Mediums

Gladys Osborne Leonard

Gladys Osborne Leonard
1882-1968


          CELEBRATED TRANCE medium, Hereward Carrington designates her as the British Mrs. Piper. She saw visions as a child.

"In whatever direction I happened to be looking" she writes in My Life in Two Worlds, London, 1931, "the physical view of the wall, door, ceiling, or whatever it was, would disappear, and in its place would gradually come valleys, gentle slopes, lovely trees and banks covered with flowers, of every shape and hue. The scene seemed to extend for many miles, and I was conscious that I could see much farther than was possible with the ordinary physical scenery around me."

Whilst a professional singer she acquired experimental acquaintance with the phenomena of spiritualism through table turning experiences. She sat with two female friends in her dressing room. After 26 futile attempts a communicator appeared who called herself Feda and said that she was the wife of an ancestor of Mrs. Leonard who married her, an Indian native girl, very young, and that she died at the age of 13 about 1800.

From her first appearance Feda remained a faithful attendant of Mrs. Leonard and was always the first to come through when she passed into trance. During her first manifestations through the table her form and that of other spirit friends were quite distinctly seen in the subdued light on the white walls "like clearly-cut shadows, which showed up perfectly against the light background."

However, ectoplasmic materialisations or significant physical phenomena remained conspicuously in abeyance. Mrs. Leonard sometimes heard voices objectively, slight touches and little manifestations when alone, being always aware of a "suspended" or blank feeling whenever this happened. Generally, however, her acquaintance with physical phenomena came about through sittings with other mediums who had power in this direction.

The first time she herself heard the voice of Feda was in a direct voice sitting in Dennis Bradley's house. It appears that even part of her own power, necessary for the trance control, was contributed by her husband as Feda was very clamorous against a separation which came about through her husband's professional engagements. She said that she could not use the power well enough during his absence.

Occasionally, for medical purposes, Feda gave place to North Star, an Indian who was never able to speak through Mrs. Leonard, but used her "hands and arms in an extraordinary way, making passes over the patient, and certainly he cured several people of different maladies."


In March, 1914, Feda gave instructions that Mrs. Leonard must begin work as a professional medium as soon as possible. At the same time the medium was deluged with messages ending with the words:

"Something big and terrible is going to happen to the world. Feda must help many people through you."

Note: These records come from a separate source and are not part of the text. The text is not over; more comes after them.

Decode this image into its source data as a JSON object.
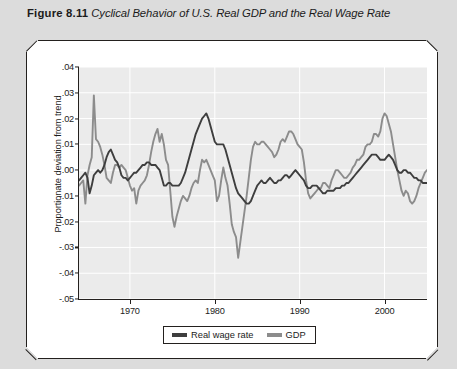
{
  "caption": {
    "figure_number": "Figure 8.11",
    "title": "Cyclical Behavior of U.S. Real GDP and the Real Wage Rate"
  },
  "legend": {
    "items": [
      {
        "label": "Real wage rate",
        "color": "#3e3e3e"
      },
      {
        "label": "GDP",
        "color": "#8c8c8c"
      }
    ]
  },
  "chart_data": {
    "type": "line",
    "title": "Cyclical Behavior of U.S. Real GDP and the Real Wage Rate",
    "xlabel": "",
    "ylabel": "Proportionate deviation from trend",
    "xlim": [
      1964.0,
      2005.0
    ],
    "ylim": [
      -0.05,
      0.04
    ],
    "xticks": [
      1970,
      1980,
      1990,
      2000
    ],
    "xtick_labels": [
      "1970",
      "1980",
      "1990",
      "2000"
    ],
    "yticks": [
      0.04,
      0.03,
      0.02,
      0.01,
      0.0,
      -0.01,
      -0.02,
      -0.03,
      -0.04,
      -0.05
    ],
    "ytick_labels": [
      ".04",
      ".03",
      ".02",
      ".01",
      ".00",
      "-.01",
      "-.02",
      "-.03",
      "-.04",
      "-.05"
    ],
    "grid": true,
    "grid_color": "#ffffff",
    "plot_background": "#ebebeb",
    "legend_position": "below-center",
    "x": [
      1964.0,
      1964.25,
      1964.5,
      1964.75,
      1965.0,
      1965.25,
      1965.5,
      1965.75,
      1966.0,
      1966.25,
      1966.5,
      1966.75,
      1967.0,
      1967.25,
      1967.5,
      1967.75,
      1968.0,
      1968.25,
      1968.5,
      1968.75,
      1969.0,
      1969.25,
      1969.5,
      1969.75,
      1970.0,
      1970.25,
      1970.5,
      1970.75,
      1971.0,
      1971.25,
      1971.5,
      1971.75,
      1972.0,
      1972.25,
      1972.5,
      1972.75,
      1973.0,
      1973.25,
      1973.5,
      1973.75,
      1974.0,
      1974.25,
      1974.5,
      1974.75,
      1975.0,
      1975.25,
      1975.5,
      1975.75,
      1976.0,
      1976.25,
      1976.5,
      1976.75,
      1977.0,
      1977.25,
      1977.5,
      1977.75,
      1978.0,
      1978.25,
      1978.5,
      1978.75,
      1979.0,
      1979.25,
      1979.5,
      1979.75,
      1980.0,
      1980.25,
      1980.5,
      1980.75,
      1981.0,
      1981.25,
      1981.5,
      1981.75,
      1982.0,
      1982.25,
      1982.5,
      1982.75,
      1983.0,
      1983.25,
      1983.5,
      1983.75,
      1984.0,
      1984.25,
      1984.5,
      1984.75,
      1985.0,
      1985.25,
      1985.5,
      1985.75,
      1986.0,
      1986.25,
      1986.5,
      1986.75,
      1987.0,
      1987.25,
      1987.5,
      1987.75,
      1988.0,
      1988.25,
      1988.5,
      1988.75,
      1989.0,
      1989.25,
      1989.5,
      1989.75,
      1990.0,
      1990.25,
      1990.5,
      1990.75,
      1991.0,
      1991.25,
      1991.5,
      1991.75,
      1992.0,
      1992.25,
      1992.5,
      1992.75,
      1993.0,
      1993.25,
      1993.5,
      1993.75,
      1994.0,
      1994.25,
      1994.5,
      1994.75,
      1995.0,
      1995.25,
      1995.5,
      1995.75,
      1996.0,
      1996.25,
      1996.5,
      1996.75,
      1997.0,
      1997.25,
      1997.5,
      1997.75,
      1998.0,
      1998.25,
      1998.5,
      1998.75,
      1999.0,
      1999.25,
      1999.5,
      1999.75,
      2000.0,
      2000.25,
      2000.5,
      2000.75,
      2001.0,
      2001.25,
      2001.5,
      2001.75,
      2002.0,
      2002.25,
      2002.5,
      2002.75,
      2003.0,
      2003.25,
      2003.5,
      2003.75,
      2004.0,
      2004.25,
      2004.5,
      2004.75,
      2005.0
    ],
    "series": [
      {
        "name": "Real wage rate",
        "color": "#3e3e3e",
        "values": [
          -0.004,
          -0.003,
          -0.002,
          -0.001,
          -0.003,
          -0.009,
          -0.006,
          -0.002,
          -0.001,
          0.0,
          -0.001,
          0.0,
          0.002,
          0.005,
          0.007,
          0.008,
          0.006,
          0.004,
          0.003,
          0.001,
          -0.002,
          -0.003,
          -0.003,
          -0.004,
          -0.003,
          -0.002,
          -0.001,
          -0.001,
          0.0,
          0.001,
          0.002,
          0.002,
          0.003,
          0.003,
          0.002,
          0.002,
          0.002,
          0.001,
          0.0,
          -0.003,
          -0.006,
          -0.006,
          -0.005,
          -0.005,
          -0.006,
          -0.006,
          -0.006,
          -0.006,
          -0.005,
          -0.003,
          -0.001,
          0.002,
          0.005,
          0.008,
          0.011,
          0.014,
          0.016,
          0.018,
          0.02,
          0.021,
          0.022,
          0.02,
          0.017,
          0.014,
          0.011,
          0.01,
          0.01,
          0.01,
          0.01,
          0.008,
          0.005,
          0.002,
          -0.001,
          -0.004,
          -0.007,
          -0.009,
          -0.01,
          -0.011,
          -0.012,
          -0.013,
          -0.013,
          -0.012,
          -0.01,
          -0.008,
          -0.006,
          -0.005,
          -0.004,
          -0.005,
          -0.005,
          -0.004,
          -0.003,
          -0.004,
          -0.005,
          -0.005,
          -0.004,
          -0.004,
          -0.003,
          -0.002,
          -0.002,
          -0.003,
          -0.002,
          -0.001,
          0.0,
          -0.001,
          -0.002,
          -0.003,
          -0.004,
          -0.006,
          -0.007,
          -0.007,
          -0.006,
          -0.006,
          -0.006,
          -0.007,
          -0.008,
          -0.009,
          -0.009,
          -0.008,
          -0.008,
          -0.008,
          -0.008,
          -0.007,
          -0.007,
          -0.007,
          -0.006,
          -0.006,
          -0.005,
          -0.005,
          -0.004,
          -0.003,
          -0.002,
          -0.001,
          0.0,
          0.001,
          0.002,
          0.003,
          0.004,
          0.005,
          0.006,
          0.006,
          0.006,
          0.005,
          0.004,
          0.004,
          0.004,
          0.005,
          0.006,
          0.005,
          0.004,
          0.002,
          0.0,
          -0.001,
          -0.001,
          0.0,
          0.0,
          -0.001,
          -0.001,
          -0.002,
          -0.003,
          -0.003,
          -0.004,
          -0.004,
          -0.005,
          -0.005,
          -0.005
        ]
      },
      {
        "name": "GDP",
        "color": "#8c8c8c",
        "values": [
          -0.006,
          -0.005,
          -0.004,
          -0.013,
          -0.002,
          0.002,
          0.005,
          0.029,
          0.012,
          0.011,
          0.009,
          0.006,
          0.002,
          -0.003,
          -0.004,
          -0.005,
          -0.001,
          0.002,
          0.002,
          0.001,
          0.002,
          0.001,
          0.0,
          -0.003,
          -0.006,
          -0.008,
          -0.007,
          -0.013,
          -0.008,
          -0.006,
          -0.005,
          -0.004,
          -0.002,
          0.002,
          0.007,
          0.011,
          0.014,
          0.016,
          0.011,
          0.014,
          0.01,
          0.004,
          0.002,
          -0.008,
          -0.018,
          -0.022,
          -0.018,
          -0.015,
          -0.012,
          -0.01,
          -0.011,
          -0.012,
          -0.01,
          -0.007,
          -0.005,
          -0.004,
          -0.005,
          0.0,
          0.004,
          0.003,
          0.004,
          0.002,
          0.0,
          -0.002,
          -0.004,
          -0.012,
          -0.01,
          -0.004,
          0.001,
          -0.003,
          -0.006,
          -0.013,
          -0.021,
          -0.024,
          -0.026,
          -0.034,
          -0.028,
          -0.022,
          -0.016,
          -0.01,
          -0.003,
          0.004,
          0.009,
          0.011,
          0.01,
          0.01,
          0.011,
          0.011,
          0.01,
          0.009,
          0.008,
          0.007,
          0.005,
          0.006,
          0.008,
          0.011,
          0.012,
          0.011,
          0.013,
          0.015,
          0.015,
          0.014,
          0.012,
          0.01,
          0.009,
          0.008,
          0.003,
          -0.004,
          -0.009,
          -0.011,
          -0.01,
          -0.009,
          -0.008,
          -0.007,
          -0.007,
          -0.005,
          -0.005,
          -0.006,
          -0.007,
          -0.004,
          -0.002,
          0.0,
          0.0,
          -0.001,
          -0.002,
          -0.003,
          -0.003,
          -0.002,
          -0.001,
          0.001,
          0.002,
          0.004,
          0.004,
          0.005,
          0.006,
          0.009,
          0.01,
          0.01,
          0.011,
          0.014,
          0.014,
          0.013,
          0.015,
          0.02,
          0.022,
          0.021,
          0.018,
          0.015,
          0.01,
          0.005,
          0.0,
          -0.004,
          -0.008,
          -0.01,
          -0.008,
          -0.009,
          -0.012,
          -0.013,
          -0.012,
          -0.01,
          -0.007,
          -0.005,
          -0.003,
          -0.001,
          0.0
        ]
      }
    ]
  }
}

During the Winter of 1914, Mr. Hewat McKenzie, the founder of the British College of Psychic Science, had some satisfactory sittings. On his recommendation Lady Lodge and Sir Oliver Lodge came, after their son Raymond was killed in the autumn of 1915. The first evidence of his survival was obtained through Mrs. Leonard. Through the attendant publicity, Mrs. Leonard became a celebrity. Sir Oliver Lodge secured a sitting with her each week for several years.

In 1918, for a period of three months, she was exclusively engaged by the SPR. Out of 73 sittings all but three were anonymous. The report of Mrs. W. H. Salter states that the sitters generally agreed that good evidence of surviving personality had been obtained and the complete trustworthiness of the medium could not be questioned.

The Rev. C. Drayton Thomas carried on experiments with Mrs. Leonard for years. Important book and newspaper tests were evolved. The story is told in Some New Evidence for Human Survival, 1922, and Life Beyond Death with Evidence, 1928. The deceased father of the Rev. Drayton Thomas acquired the ability to come through without Feda, who usually acted as interpreter for others, and he spoke directly from Mrs. Leonard's mouth. Evidential messages came numbers of times in this form: "In tomorrow's Times, on page 8, column 5, about six inches from the bottom, you will find a name which will recall intimate associations of your youth between the ages of 16-18." The Times appears to have been "invaded" systematically for information by this communicator who also disclosed personal traits in referring to his favourite books, indicating passages on certain pages in answer to questions put by his son.

In her autobiography Mrs. Leonard narrates many interesting out-of-body experiences. She often meets people in the spirit world and brings back memories of such meetings into the waking state. These spiritual excursions have often received striking confirmation through other means.

Source (with minor modifications): An Encyclopaedia of Psychic Science by Nandor Fodor (1934).